DIRECTIONS FOR THIS TASK
Print out the entries that follow exactly, missing none.
##### PROVIDED INFORMATION #####
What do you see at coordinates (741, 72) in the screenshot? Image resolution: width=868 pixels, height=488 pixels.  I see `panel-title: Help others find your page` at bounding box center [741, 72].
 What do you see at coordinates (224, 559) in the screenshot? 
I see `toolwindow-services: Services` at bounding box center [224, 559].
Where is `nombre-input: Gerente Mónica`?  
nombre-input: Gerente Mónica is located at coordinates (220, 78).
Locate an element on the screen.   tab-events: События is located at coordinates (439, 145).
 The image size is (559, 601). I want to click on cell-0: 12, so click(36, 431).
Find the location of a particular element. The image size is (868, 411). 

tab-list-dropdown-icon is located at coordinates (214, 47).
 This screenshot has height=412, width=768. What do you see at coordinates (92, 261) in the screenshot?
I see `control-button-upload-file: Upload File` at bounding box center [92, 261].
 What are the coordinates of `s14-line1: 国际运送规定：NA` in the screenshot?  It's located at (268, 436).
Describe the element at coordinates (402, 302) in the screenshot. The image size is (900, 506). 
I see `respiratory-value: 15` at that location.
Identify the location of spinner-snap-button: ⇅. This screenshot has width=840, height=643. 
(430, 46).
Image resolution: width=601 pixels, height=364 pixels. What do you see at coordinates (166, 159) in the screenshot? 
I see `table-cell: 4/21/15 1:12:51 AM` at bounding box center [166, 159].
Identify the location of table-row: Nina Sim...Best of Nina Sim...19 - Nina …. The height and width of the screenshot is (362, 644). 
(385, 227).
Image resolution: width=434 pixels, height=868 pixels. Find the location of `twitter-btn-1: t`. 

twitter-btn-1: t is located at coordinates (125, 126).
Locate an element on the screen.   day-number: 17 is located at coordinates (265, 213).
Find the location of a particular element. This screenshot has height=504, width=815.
#####
RESPONSE FOR THIS EXERCISE
What do you see at coordinates (741, 72) in the screenshot? Image resolution: width=868 pixels, height=488 pixels.  I see `panel-title: Help others find your page` at bounding box center [741, 72].
 What do you see at coordinates (224, 559) in the screenshot? 
I see `toolwindow-services: Services` at bounding box center [224, 559].
Where is `nombre-input: Gerente Mónica`?  
nombre-input: Gerente Mónica is located at coordinates (220, 78).
Locate an element on the screen.   tab-events: События is located at coordinates (439, 145).
 The image size is (559, 601). I want to click on cell-0: 12, so click(36, 431).
Find the location of a particular element. The image size is (868, 411). 

tab-list-dropdown-icon is located at coordinates (214, 47).
 This screenshot has height=412, width=768. What do you see at coordinates (92, 261) in the screenshot?
I see `control-button-upload-file: Upload File` at bounding box center [92, 261].
 What are the coordinates of `s14-line1: 国际运送规定：NA` in the screenshot?  It's located at (268, 436).
Describe the element at coordinates (402, 302) in the screenshot. The image size is (900, 506). 
I see `respiratory-value: 15` at that location.
Identify the location of spinner-snap-button: ⇅. This screenshot has width=840, height=643. 
(430, 46).
Image resolution: width=601 pixels, height=364 pixels. What do you see at coordinates (166, 159) in the screenshot? 
I see `table-cell: 4/21/15 1:12:51 AM` at bounding box center [166, 159].
Identify the location of table-row: Nina Sim...Best of Nina Sim...19 - Nina …. The height and width of the screenshot is (362, 644). 
(385, 227).
Image resolution: width=434 pixels, height=868 pixels. Find the location of `twitter-btn-1: t`. 

twitter-btn-1: t is located at coordinates (125, 126).
Locate an element on the screen.   day-number: 17 is located at coordinates (265, 213).
Find the location of a particular element. This screenshot has height=504, width=815.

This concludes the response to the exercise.